Australia’s rental market faces further strain as new data reveals thousands of property investors are exiting the sector amid rising costs and tax reform uncertainty.
Analysis of Australian Taxation Office (ATO) figures by the Property Investment Professionals of Australia (PIPA) shows the steepest annual decline in individual property investors in more than 25 years, excluding the GFC and COVID. In 2022–23, the number of investors fell by over 7,000, reversing decades of steady growth.
PIPA Chairman Lachlan Vidler said the figures confirm a structural shift in the market. “Investors are selling up, and the homes they leave behind are often snapped up by owner-occupiers, permanently removing them from the rental pool,” he said.
The 2024 PIPA Annual Investor Sentiment Survey supports this trend, finding that 14.1 per cent of investors sold at least one property in the past year, compared to 12.1 per cent in 2023. Of those who sold, almost 65 per cent had held the property for less than 10 years, while nearly 20 per cent had owned it for under three years.

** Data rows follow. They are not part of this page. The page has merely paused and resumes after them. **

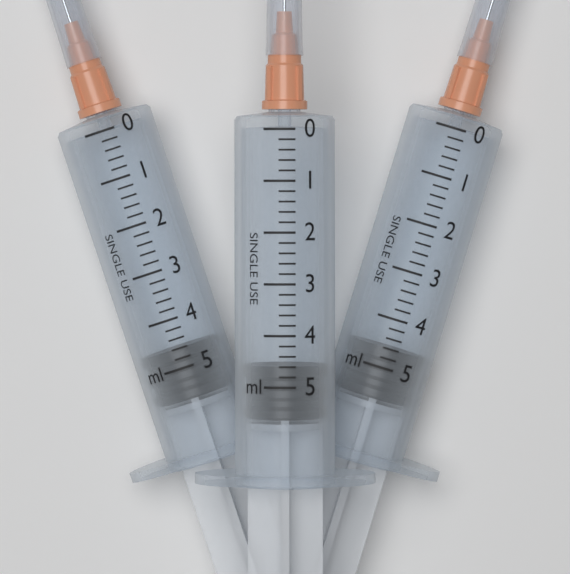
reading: 4.6 ml
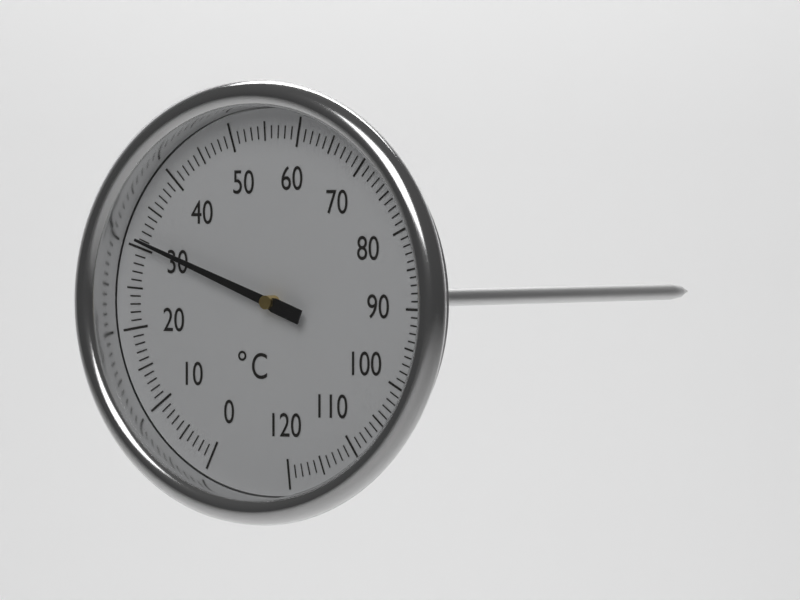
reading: 31 °C
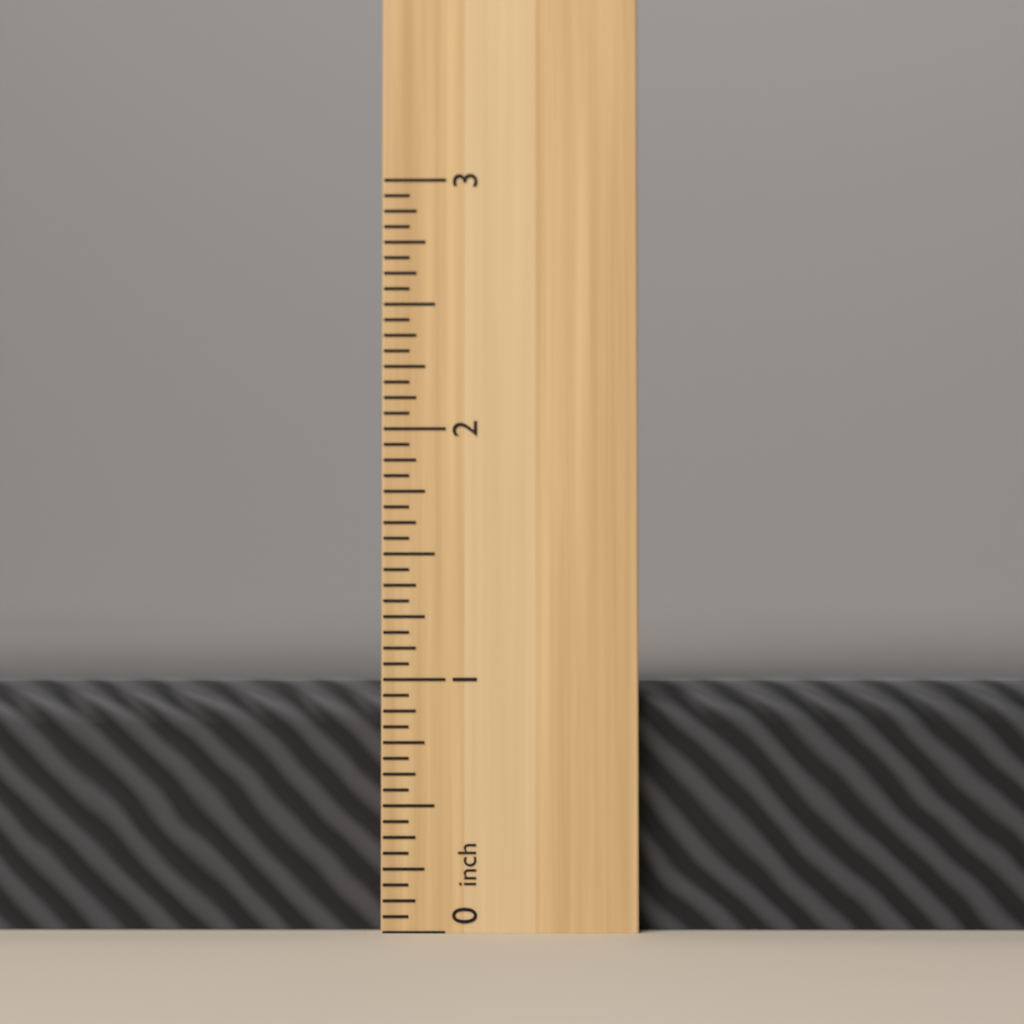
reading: 1.0000 inch
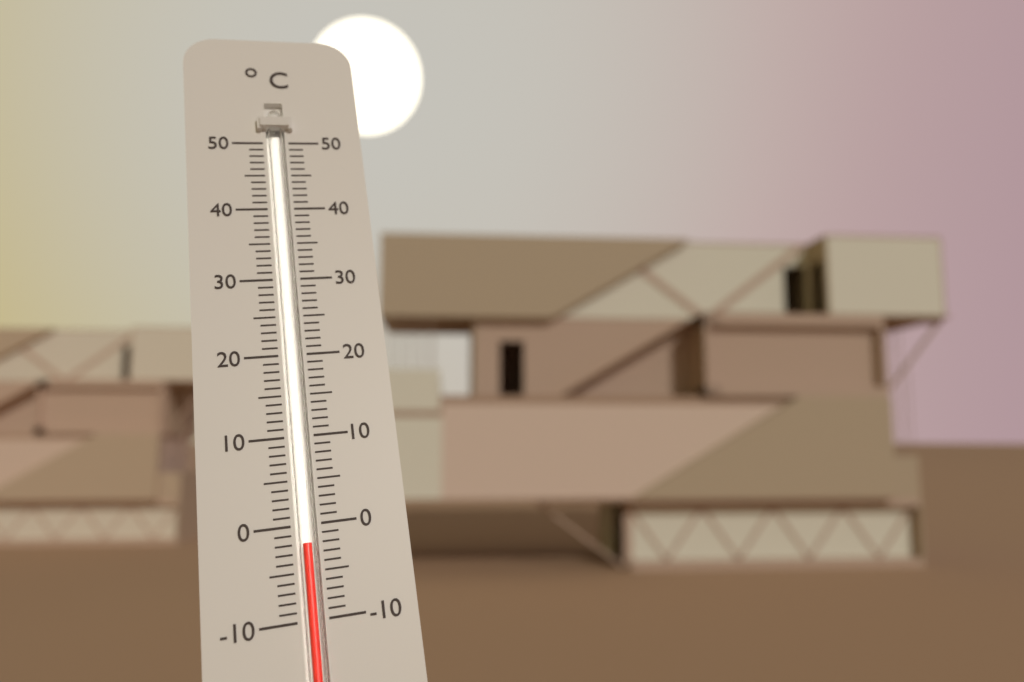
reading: -2 °C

“These are not long-term investors cashing out after decades,” Mr Vidler said. “They are people who entered the market with good intentions and were forced out by rising costs and policy uncertainty.”
Survey respondents cited increased holding and compliance costs (44.1 per cent) and higher land tax and government charges (35.4 per cent) as major pressures. Yet it was the fear of tax reform that stood out, with 44 per cent of investors saying potential changes to negative gearing or capital gains tax (CGT) would influence their decision to sell.

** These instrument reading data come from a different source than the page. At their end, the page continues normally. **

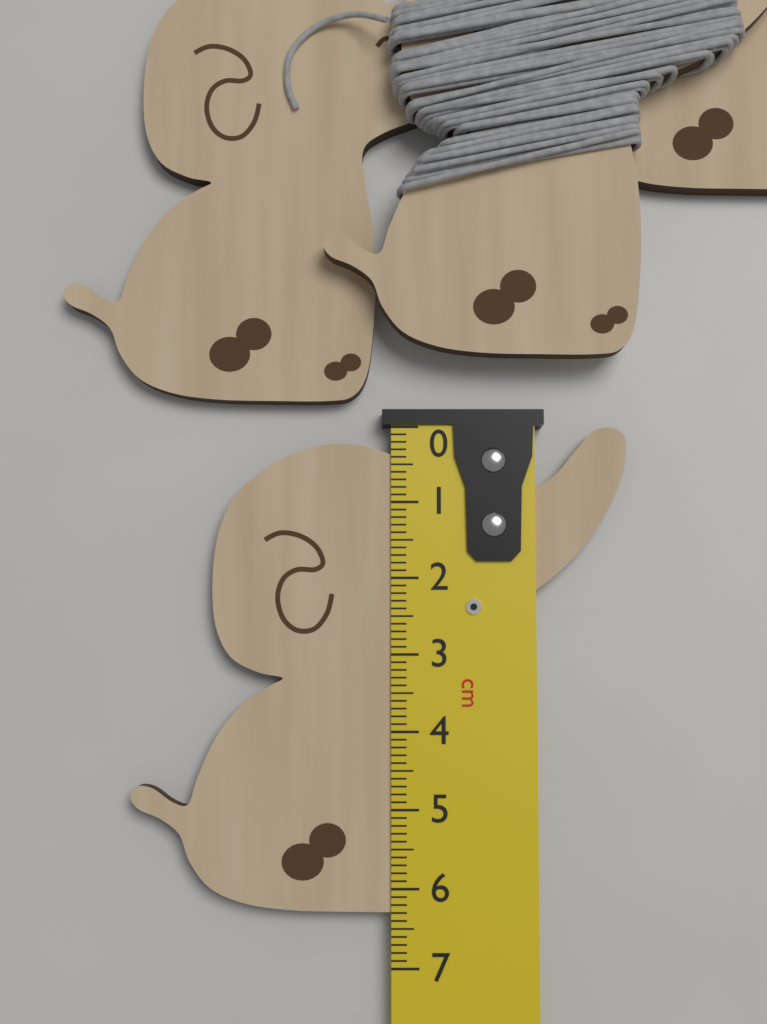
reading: 6.3 cm
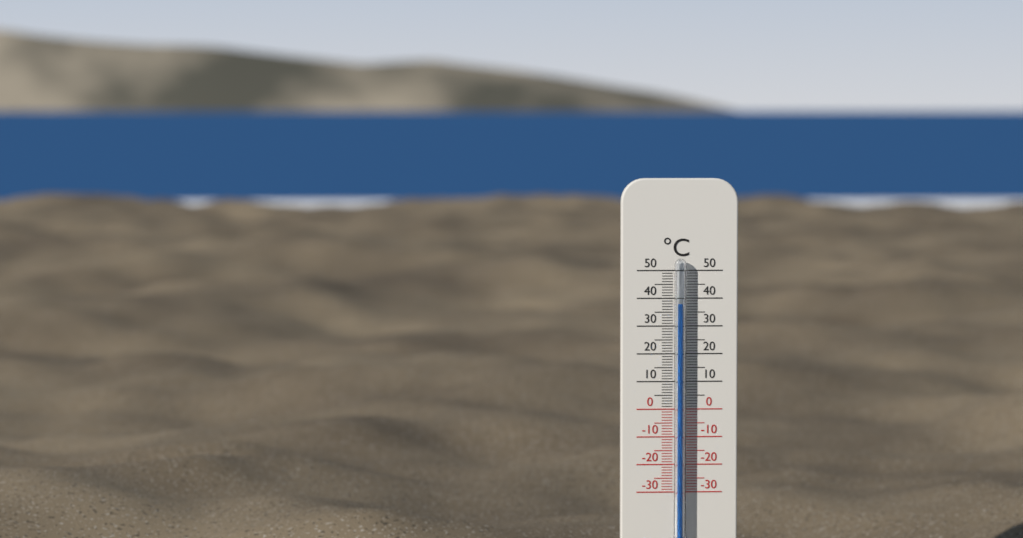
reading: 38 °C
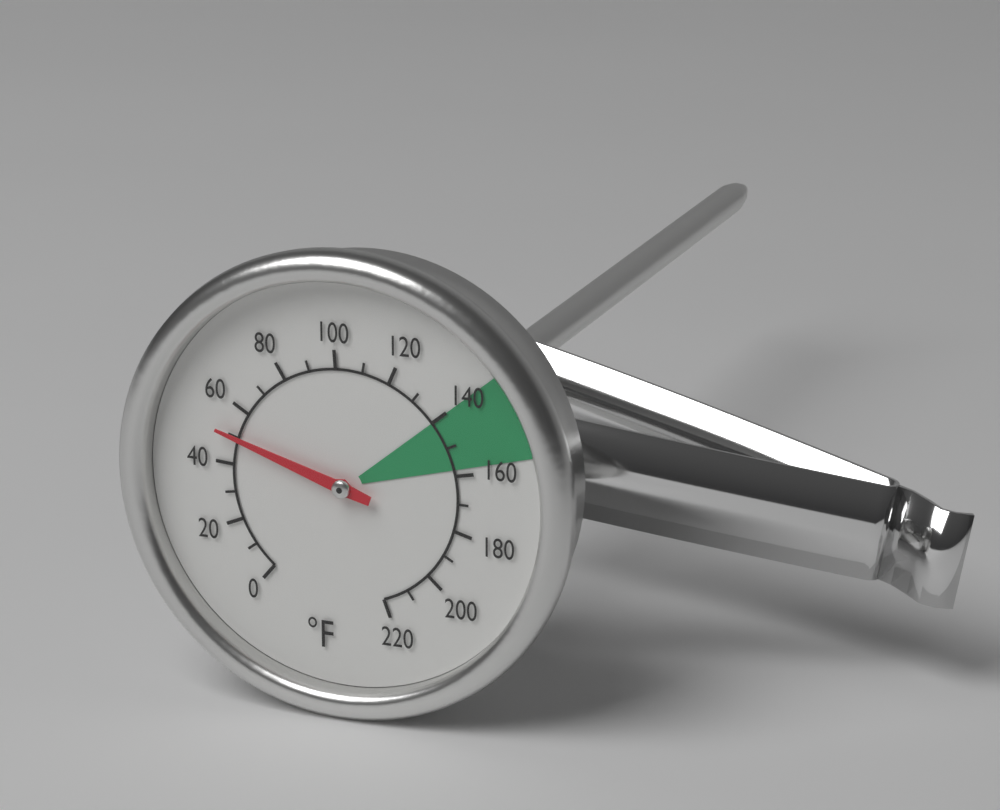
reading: 50 °F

Mr Vidler said government interference has become the number one concern for investors. “All they want is clarity and consistency. They cannot plan for the future when the rules keep changing,” he said.
With vacancy rates already at record lows, PIPA warns that further investor withdrawals will only worsen the rental crisis. Mr Vidler urged the government to reaffirm support for negative gearing and CGT concessions, which have underpinned private rental supply for decades.
“We need more rental properties, not fewer,” he said. “Undermining investor confidence now is reckless and will deepen the rental crisis.”